Wednesday, April 12, 2006
It could have been anyone
Last night on Davidson campus, Josiah Cameron was found dead in his sleep with his door locked. Although he had a history of seizures, the final analysis of the cause of death has not been determined. Cameron was a freshman living on Fourth Richardson and was a member of the football team.
It is not often that the Davidson community is torn like this and everytime something happens, our immediate reaction is to realize how prone we are to things that happen in the real world. It seemed very appropriate that yesterday morning I was in a bible study talking about the nature of suffering in this world. Discussion began to focus on whether our suffering as Davidson students had any legitimacy in the context of the wider world. This morning, there is no doubt in my mind that there is no wider world. Every little part of this world, from the country clubs to the ghettos to the war-torn nations is a part of a world that is broken and is trying to find its way. Only two days before students head off for Easter break, the Davidson community will be faced with the decisions of providing support, memorializing Cameron and yet moving on. However, hopefully it is with a greater perspective.
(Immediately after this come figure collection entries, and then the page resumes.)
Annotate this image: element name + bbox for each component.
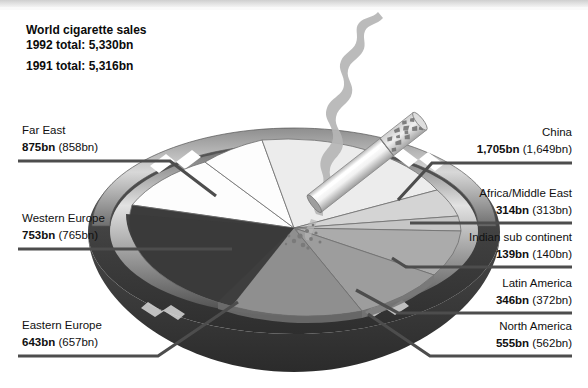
page-title: World cigarette sales	[26, 22, 147, 38]
callout-western-europe-prev: (765bn)	[58, 229, 98, 241]
callout-far-east-prev: (858bn)	[58, 141, 98, 153]
callout-africa-middle-east-prev: (313bn)	[532, 204, 572, 216]
callout-western-europe-name: Western Europe	[22, 211, 105, 226]
callout-africa-middle-east-name: Africa/Middle East	[479, 186, 572, 201]
callout-north-america-value: 555bn	[496, 337, 529, 349]
total-1992: 1992 total: 5,330bn	[26, 37, 133, 53]
chart-canvas: World cigarette sales 1992 total: 5,330b…	[0, 0, 588, 388]
callout-china-prev: (1,649bn)	[523, 143, 572, 155]
total-1991: 1991 total: 5,316bn	[26, 58, 133, 74]
callout-africa-middle-east-values: 314bn (313bn)	[496, 203, 572, 218]
callout-indian-sub-continent-values: 139bn (140bn)	[496, 247, 572, 262]
callout-far-east-value: 875bn	[22, 141, 55, 153]
callout-indian-sub-continent-prev: (140bn)	[532, 248, 572, 260]
callout-north-america-prev: (562bn)	[532, 337, 572, 349]
callout-north-america-name: North America	[499, 319, 572, 334]
callout-indian-sub-continent-name: Indian sub continent	[469, 230, 572, 245]
callout-western-europe-value: 753bn	[22, 229, 55, 241]
callout-china-name: China	[542, 125, 572, 140]
callout-far-east-name: Far East	[22, 123, 65, 138]
callout-eastern-europe-value: 643bn	[22, 336, 55, 348]
callout-latin-america-name: Latin America	[502, 276, 572, 291]
leader-far-east	[18, 161, 216, 196]
callout-latin-america-values: 346bn (372bn)	[496, 293, 572, 308]
callout-china-value: 1,705bn	[477, 143, 520, 155]
callout-eastern-europe-name: Eastern Europe	[22, 318, 102, 333]
callout-eastern-europe-values: 643bn (657bn)	[22, 335, 98, 350]
callout-north-america-values: 555bn (562bn)	[496, 336, 572, 351]
callout-far-east-values: 875bn (858bn)	[22, 140, 98, 155]
callout-china-values: 1,705bn (1,649bn)	[477, 142, 572, 157]
callout-western-europe-values: 753bn (765bn)	[22, 228, 98, 243]
callout-africa-middle-east-value: 314bn	[496, 204, 529, 216]
callout-indian-sub-continent-value: 139bn	[496, 248, 529, 260]
callout-latin-america-value: 346bn	[496, 294, 529, 306]
callout-latin-america-prev: (372bn)	[532, 294, 572, 306]
callout-eastern-europe-prev: (657bn)	[58, 336, 98, 348]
These past two weeks, I have had numerous conversations with people who are so frustrated this time of year with all of the activities and obligations that got pushed into the home stretch. We expect a lot here from ourselves and from each other. Oftentimes we miss out on being able to love on another in our goals. I can't imagine what I would have done had it been my best friend who I blew off for dinner yesterday so I could finish this project. Or the person that sat next to me in class all semester that I never talked to. I couldn't imagine being a roommate who is never around for support and then comes in one night to find your roommate dead.
My prayers go out to the Cameron family, and more especially the Davidson family. May we grow in love and support for each other, so that so many people may not be lonely together anymore.
Wednesday, April 05, 2006
Basketball pictures
I have recently discovered the website of a professional student photographer who has been taking pictures at Davidson basketball games all season. Although you have to pay for them, many photos are worth the money. Check it out at
www.davidson.smugmug.com
Update
According to several news sources, Ohio U.'s Tim O'Shea looks to be the front-runner now in the job process at Seton Hall. After a fallout between Manhattan's Bobby Gonzalez and SH AD Quinlan, McKillop and O'Shea moved into the top spots. Although there has no been no official press release, Quinlan is rumored to announce O'Shea's hiring by Friday.
Monday, April 03, 2006
Coach?
According to several news sources, including the Charlotte Observer, Davidson coach Bob McKillop is considered one of three finalists for the head coaching spot at Seton Hall. According to the New York Daily News, Manhattan's Bobby Gonzalez appears to be the front-runner after an extensive interview with Seton Hall AD Joe Quinlan at the Final Four this weekend. Coach McKillop was also interviewed along with Ohio University's Tim O'Shea. There will be more on this developing story as it becomes available.